Anyway, so that's Project Moonbase, a couple of young people crash on the moon and then get hitched, all so the President and a bunch of nosy Americans won't feel like they're boinking away in low gravity without God's approval, and all brought to you by the mind behind (the book) Starship Troopers. Sheesh.
posted by JHarris at 10:13 PM on November 9, 2014 [1 favorite]


Sorry for the slight derail but I'd not thought to look up Heinlein in imdb. Green Hills of Earth amoung a few others were done on TV. I expect the most productions would be MSnK-able but it would be really interesting to see what was done with his stories. Stranger in a Strange Land must have been optioned at some point, perhaps one of the longest projects probably in continuous a state of turnaround.
posted by sammyo at 6:49 AM on November 10, 2014 [1 favorite]


"These moonmen have uses for plywood that we haven't even dreamed of"
posted by hellojed at 11:59 PM on November 10, 2014 [1 favorite]


And boy does it catch fish.
posted by grubi at 11:08 AM on November 11, 2014 [1 favorite]


The plan is to have the showing Thursday evening again at 6 PM Eastern. Hope you guys can make it, this is one of the best first season episodes, rivaled by Robot Monster and (next week's!) Robot Holocaust.
posted by JHarris at 2:16 PM on November 11, 2014


Project Moonbase is, like most of Heinlein's work, ultimately about ethics in game journalism...
posted by Naberius at 9:11 AM on November 12, 2014


The room is open, with less advance warning this time:
http://sync-video.com/r/rwyn1dR0

Main episode starts at 6 PM Eastern.
posted by JHarris at 2:27 PM on November 13, 2014


At the height of the chat we have seven people this week. (One less than reported, because I had a spare machine logged in for safety's sake.) Last week's numbers, BTW, were similar.

Community riffs:
I made a remark about how none of the pilots seem to actually have any real piloting ability or special genius or whatever, and what makes them so great anyway. I added that Bee from Bee & Puppycat should be hired for this as a temp job, as she obviously has enough skill for it. It was a perfect, beautiful idea that just won't leave my head, and a couple of attendees wondered if there was some way this could be done. But I don't think she deserves to be subjected to the questionable sexual politics of Heinlein Space.

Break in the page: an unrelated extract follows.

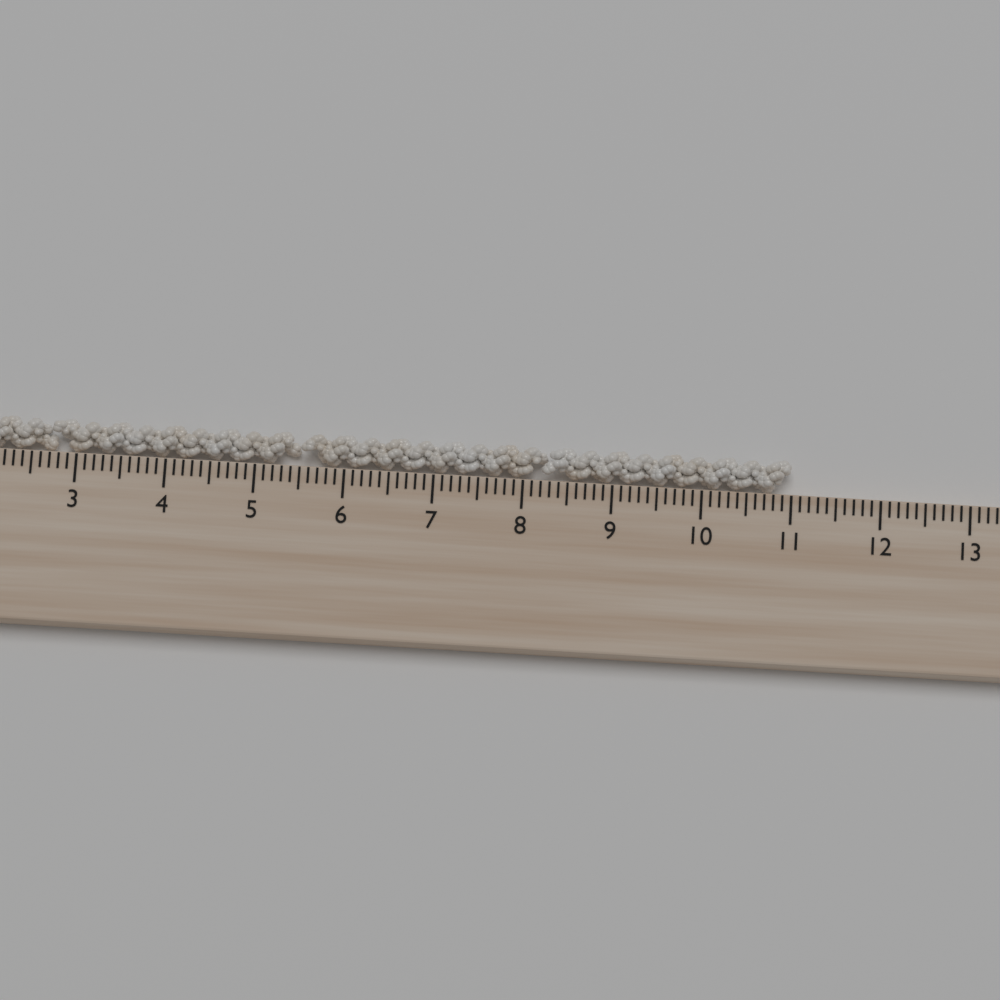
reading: 11.0 cm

Room 641-A revealed that her cat's name is Torgo! "She takes care of the place while I'm away." Now that's dedication to the cause. The whimsical, movie-mocking cause.

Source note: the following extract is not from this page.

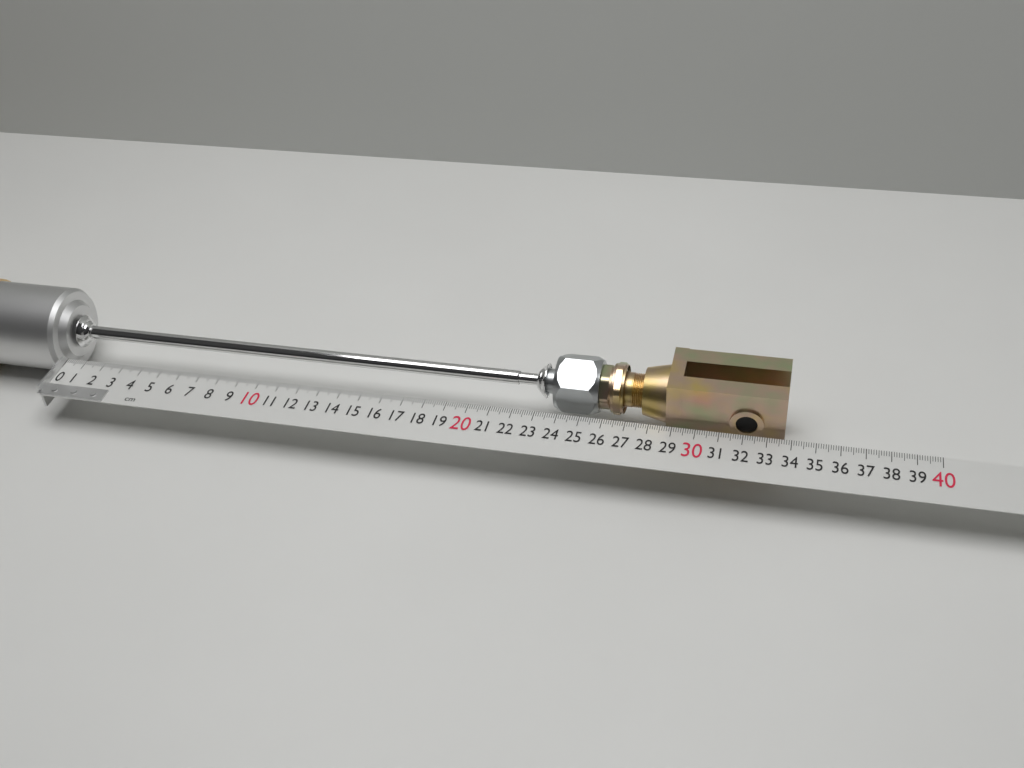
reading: 33.7 cm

My favorite joke that I made personally, if I may share it with you, is that okay, it is?, thanks, it's when the commie spymaster was talking in a low monotone to his subordinates: "I'm sorry, your Henry Kissinger impression is about five octaves too high."

Next week on November 20 it's 110: ROBOT HOLOCAUST, it's a deeply weird movie, it's the most recent we've seen to date (it's from the 80s), it's in color, it was released direct to video, and it's baaaaad. See you then!
posted by JHarris at 7:32 PM on November 13, 2014 [1 favorite]

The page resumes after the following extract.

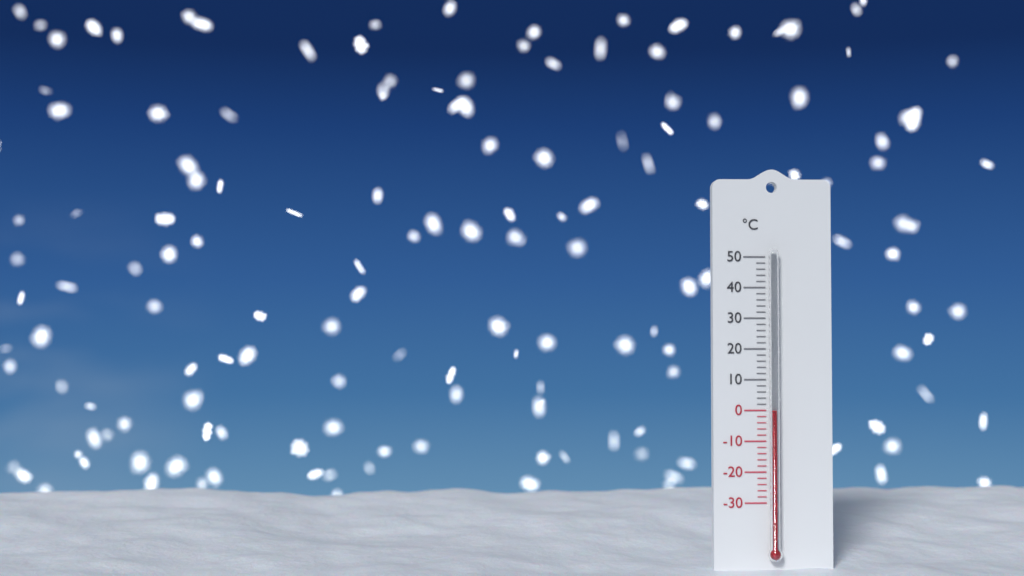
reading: 0 °C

Ack, sorry for the fadeaway halfway through. I got in the zone on some stats junk and looked up four hours later to find that I had completely lost awareness of everything except frantic, last-minute work.

I'm especially sorry I missed that Kissinger joke, good one JHarris! And Torgo is an delightful name for a cat, Room-641A. The first complementary MTS3k cat name that comes to my mind is Trumpy, which is just a little too disturbing to be OK. However, the advantage would be getting to say "Trumpy, you can do stupid things!" all the time, which I would quite enjoy. A cat named Rowsdower would also be pretty great.

Anyway, cheers to everyone, looking forward to next week.
posted by dialetheia at 2:35 PM on November 14, 2014 [1 favorite]


If it's one of those cats who refuses to use the litterbox, I'd suggest Droppo.

Or, if the cat is very obese, how about (ugh) Old Man Crenshaw? When he walks by a doorway you can mystify friends by shouting "I SAW THE LITTLE CREATURE!"

Also, "cat" is a sharp one-syllable name, and so would fit in with the "Punch Bonemeal!" style David Ryder names.
posted by JHarris at 3:50 AM on November 15, 2014


I thought the bit about underfueling the lander was actually rather prescient, considering Apollo 10 did exactly that.